(Job 12:7-12; Revelation 21:1-6) – J G White
11 am, Sun, Nov 4, 2018 – UBC Digby
I think I have wanted to give a ‘trash talk’ for some years now. So I brought a trash bag for the sermon today. Let’s see what we do with the garbage.
[Sort some…]
This is not what we used to do with our garbage. We have come a long way since I was a child, and it all went in one bag to a dump on the edge of town, or got burned or buried in the backyard.
This matters to the God we worship here: how we take out the trash. How we recycle, and reuse. And how we shop for the things packaged in all this, to begin with.
God is the Lover of all creation.
Next June a couple of people will be touring the Maritimes, giving talks and sermons about ecology. I look forward to what Michael Dowd and Connie Barlow will share.
But is this one of our priorities? Isn’t God’s project on earth all about Jesus? All about human souls and salvation and eternity? ‘This world is not my home, I’m just a passin’ thru’? Many believers look to the future hopes of Revelation, in the Bible, and see that this world, with its problems, is temporary. John, of the Revelation, hears a holy Voice in his vision say: “See, I am making all things new!”
It makes sense to me for us to do now with earth and sky what the apocalypse will do for it in the future: give a new heavens and a new earth. If all the Bible poetry that hopes and trusts in a peaceful kingdom inspires us, surely we can come as close to it now as we can. Some examples are in the book of Isaiah. We can read of the beautiful kingdom, where the wilderness and the dry land shall be glad, the desert shall rejoice and blossom. (Is 35).
I think also of the great moment when the Temple in Jerusalem was dedicated by King Solomon. After the great day of prayers, we read in 2 Chronicles (7)
12 Then the Lord appeared to Solomon in the night and said to him: “I have heard your prayer, and have chosen this place for myself as a house of sacrifice. 13 When I shut up the heavens so that there is no rain, or command the locust to devour the land, or send pestilence among my people, 14 if my people who are called by my name humble themselves, pray, seek my face, and turn from their wicked ways, then I will hear from heaven, and will forgive their sin and heal their land.
If the people will humbly pray and turn from their wicked ways… the land will be healed. Sometimes, our best prayers – and answers to prayers – are in our hands, in our own actions. If the ideal – and God’s own vision of creation – is beauty and not garbage, then surely we can live into that hope now, without things being perfect?
Let’s sort some more trash and be inspired…
Our consumption, and our waste, matter to our Saviour, now. So with John the revelator, we can see that vision of new heavens and a new earth, and be inspired to live in better ways here and now.
As you know, I believe in a local church as a little spiritual community that cares for creation. My own vision for Church that I articulated to you in January of 2017, has four points. 1. Increase our mission. 2. Decrease our maintenance. 4. Discipleship. 3. Creation Care: be a congregation that is always improving how we live in the natural environment in which our Creator has placed us. I reiterated this in my annual report to you back in January of this year.
Think again about this goal: always improving how we live in creation. I hear my Master calling us to this. I hear the scriptures calling to us. I hear creation call out to us. There is an inspiring vision of new heavens and a new earth today. Not just for ‘the end’ of the world. For today.
When a fellowship of Christians values creation more and more, I see several benefits. It is good for creation: we stop trashing it! It is a good value to have because doing better and making a difference is truly possible! We also have a role in our culture to inspire and educate others to reuse, recycle, and respect the whole earth. And, the Good News about Jesus’ Kingdom is comprehensive, total, all-inclusive: saving the whole person, the whole community, the whole planet.
We are about to have this simple, monthly ceremony we call the Lord’s Supper. And what are we doing? Taking physical bread and real grape juice and sharing them. Things that grew from the earth, things that were not human, but are life-giving. We remember that our faith tradition proclaims that whatever God is, God becomes a human, completely a human, within the physical creation. God enters and joins the earth. For the sake of us all.
What is God like? God is like Jesus. And Jesus was one of us, an animal here on this planet. May He inspire us to live well in our time together here. May Christ lead us to make a difference in this critical age. May Jesus’ own sacrifice for our lives change they way we live in every way: from the way we talk about God to the way we take out the trash.
In the name of the Creator, the Child, and the Spirit. AMEN.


→ What is being asked: Return the records as they stand. No picture is to be included.

→ Exercise material:

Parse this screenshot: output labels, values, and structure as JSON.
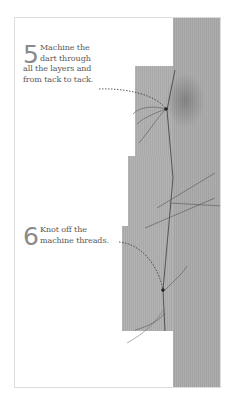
{
  "steps": [
    {
      "number": "5",
      "lines": [
        "Machine the",
        "dart through",
        "all the layers and",
        "from tack to tack."
      ]
    },
    {
      "number": "6",
      "lines": [
        "Knot off the",
        "machine threads."
      ]
    }
  ],
  "colors": {
    "fabric": "#a9a9a9",
    "text": "#5a5a5a",
    "step_number": "#8a8a8a",
    "frame_border": "#dcdcdc",
    "thread": "#4a4a4a"
  }
}
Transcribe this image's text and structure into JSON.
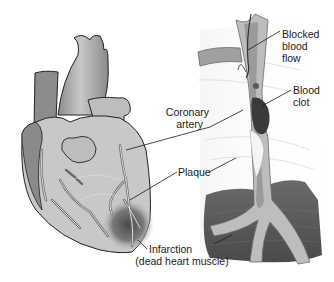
{
  "figure": {
    "left_panel": "heart-anterior-view",
    "right_panel": "coronary-artery-cross-section"
  },
  "labels": {
    "blocked_flow": {
      "line1": "Blocked",
      "line2": "blood",
      "line3": "flow"
    },
    "blood_clot": {
      "line1": "Blood",
      "line2": "clot"
    },
    "coronary_artery": {
      "line1": "Coronary",
      "line2": "artery"
    },
    "plaque": {
      "line1": "Plaque"
    },
    "infarction": {
      "line1": "Infarction",
      "line2": "(dead heart muscle)"
    }
  },
  "colors": {
    "background": "#ffffff",
    "heart_dark": "#7a7a7a",
    "heart_mid": "#a6a6a6",
    "heart_light": "#d4d4d4",
    "artery_wall": "#b8b8b8",
    "clot": "#3a3a3a",
    "plaque": "#f2f2f2",
    "muscle_dark": "#5a5a5a",
    "line": "#1a1a1a"
  }
}
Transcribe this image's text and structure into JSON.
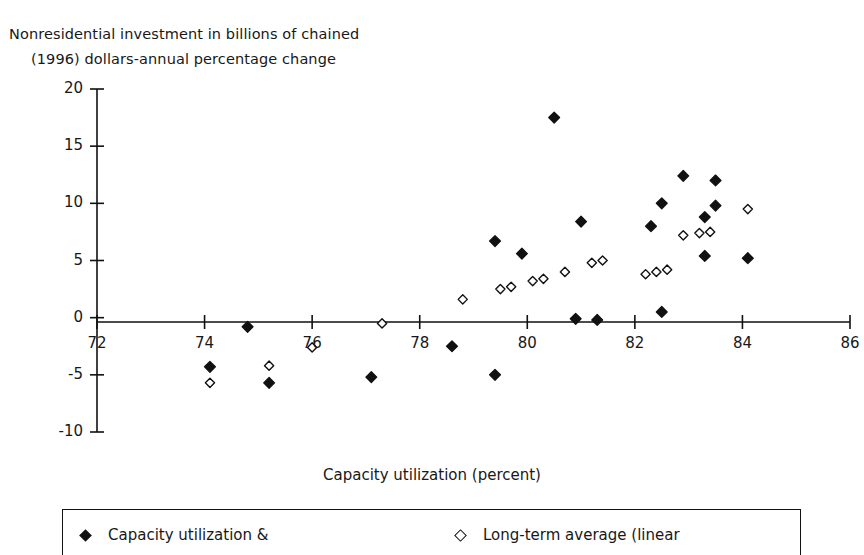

→ Output below:
Parse this screenshot: output labels, values, and structure as JSON.
{
  "steps": [
    {
      "number": "5",
      "lines": [
        "Machine the",
        "dart through",
        "all the layers and",
        "from tack to tack."
      ]
    },
    {
      "number": "6",
      "lines": [
        "Knot off the",
        "machine threads."
      ]
    }
  ],
  "colors": {
    "fabric": "#a9a9a9",
    "text": "#5a5a5a",
    "step_number": "#8a8a8a",
    "frame_border": "#dcdcdc",
    "thread": "#4a4a4a"
  }
}
Transcribe this image's text and structure into JSON.
{
  "figure": {
    "left_panel": "heart-anterior-view",
    "right_panel": "coronary-artery-cross-section"
  },
  "labels": {
    "blocked_flow": {
      "line1": "Blocked",
      "line2": "blood",
      "line3": "flow"
    },
    "blood_clot": {
      "line1": "Blood",
      "line2": "clot"
    },
    "coronary_artery": {
      "line1": "Coronary",
      "line2": "artery"
    },
    "plaque": {
      "line1": "Plaque"
    },
    "infarction": {
      "line1": "Infarction",
      "line2": "(dead heart muscle)"
    }
  },
  "colors": {
    "background": "#ffffff",
    "heart_dark": "#7a7a7a",
    "heart_mid": "#a6a6a6",
    "heart_light": "#d4d4d4",
    "artery_wall": "#b8b8b8",
    "clot": "#3a3a3a",
    "plaque": "#f2f2f2",
    "muscle_dark": "#5a5a5a",
    "line": "#1a1a1a"
  }
}
Transcribe this image's text and structure into JSON.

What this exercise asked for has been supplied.